Amalia had a hard time falling asleep with all the noise from the explosions and missile launches. All night long, we went into the protected room and closed the door every time there was a siren, which woke her up every time. One of the times, the power and water in the building went out. I’m not sure how long it was, but it felt like much too long to be in our 10th floor apartment in the dark, unable to leave.

I went outside to the porch to get some air and I see a rocket landing in the street near me. No siren had preceded it. I saw the explosion, the fire and the screams that came after. Another rocket hit a neighboring home. That night, there were seven direct hits on homes in Sderot. They injured a number of people and killed one little boy. The little boy was in his protected room but was killed nonetheless.

It’s so, so very sad.

And hard to process.

I walk over to Amalia and kiss her. I feel the fear on her, on us, on all of the people I know and love. I feel the awful suffering of so many people on both sides of the fence.

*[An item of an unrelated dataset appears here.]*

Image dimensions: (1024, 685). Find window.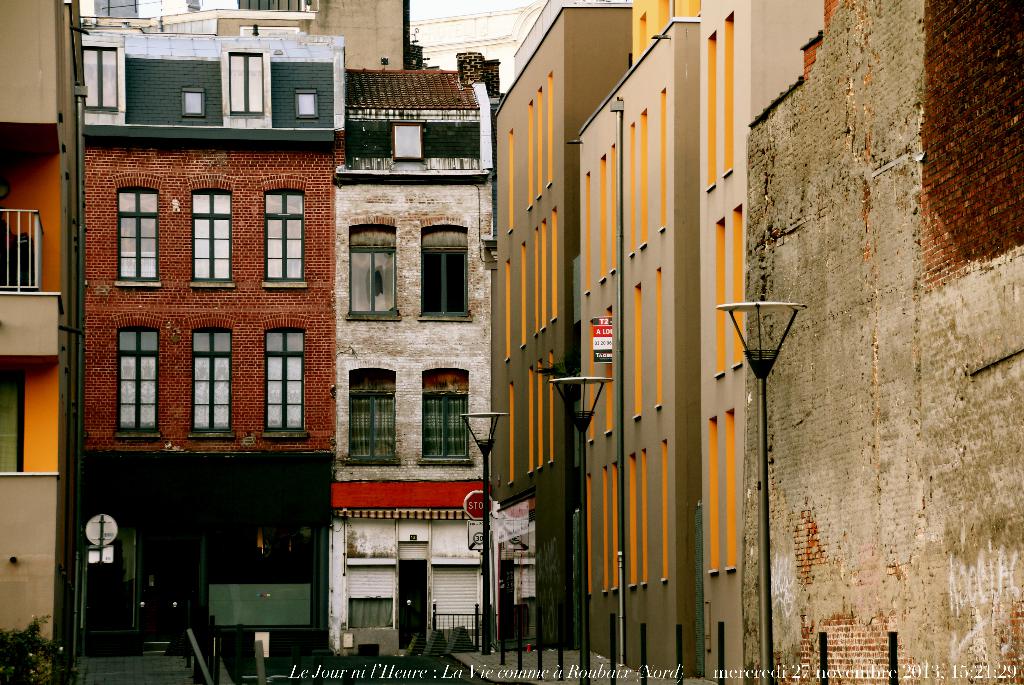
340/361/392/472.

Thursday morning was rough, We had planned all kinds of educational activities in the shelters throughout the city, but the whole city was in mourning after the previous night. In Shaar Hanegev, they want to send as many people as possible outside the area.

Around noon, a government minister comes to visit and wants to hear about what we’re doing. Every hour here feels like a week and there’s so much to tell and so much more to do. We told him about our activities in the city and about the situation right now. “I have no idea how other cities are managing without people like you,” said the deputy mayor to conclude the meeting.

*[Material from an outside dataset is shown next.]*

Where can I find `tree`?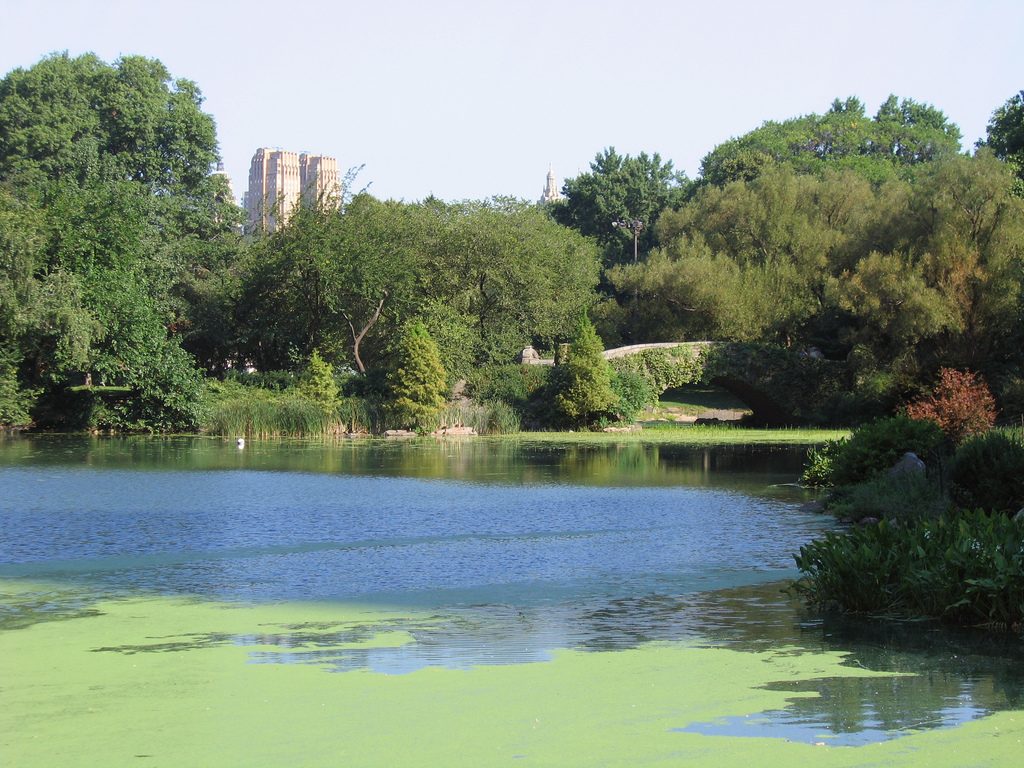
You can find it at 409,194,607,358.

In the afternoon I return home. Tomorrow is Shabbat, with very little activity planned. I asked myself – what should I do now? Should I stay? Is it good to be here now?

I talk to my mom who lives in Ramle and she tells me how she got stuck in her car within sight of a violent demonstration in the city which stopped traffic. They had seen demonstrators throw stones, stop cars and beat people up. It took her a few hours to get home.

Talking with friends in other educators’ kibbutzim in other places in the country, I heard about terrible experiences of other kinds – an attempted lynch near our building in Akko, fires set on the fence of Eshbal, riots in the streets…

“I won’t be quiet about my country changing its face,” goes the song by Ehud Manor. But what can I say? Where is there to go now? What should I do when my land is burning?


We decided that it would be a good idea after all to take a short trip to recharge and come back with renewed strength for the coming days.

Before leaving, we debated what to do about the soldiers staying on our roof. “Dear neighbors,” we wrote to the building’s Whatsapp group, “For the last few days, we have been hosting the soldiers on our roof. We are going away for the weekend and wanted to see if anyone else could help take care of them while we’re gone. Hoping for a quick return to normal, Rinat from the 10th floor.” Not even three minutes passed and we already had a number of messages from our neighbors in the building. I divided up the soldiers between three families and we set out northwards.

Over the weekend, we received many amazing offers to stay with people, and everyone wanted us to stay for just a few more days away from the fighting, and that it was just too dangerous to go be there. We again debated what we should do….

Alongside all of the violence, rioting and schisms during these times, I also saw beautiful decisions people made which demonstrated solidarity and concern for those around them.

AD Gordon wrote, “There can be no victory of the light over the darkness unless we uphold one simple truth, that instead of fighting the darkness we need to increase the light.”


Despite the fear, we decided to return home, with so much educational work ahead of us.


Wishing everyone peaceful days, and for us to never lose hope.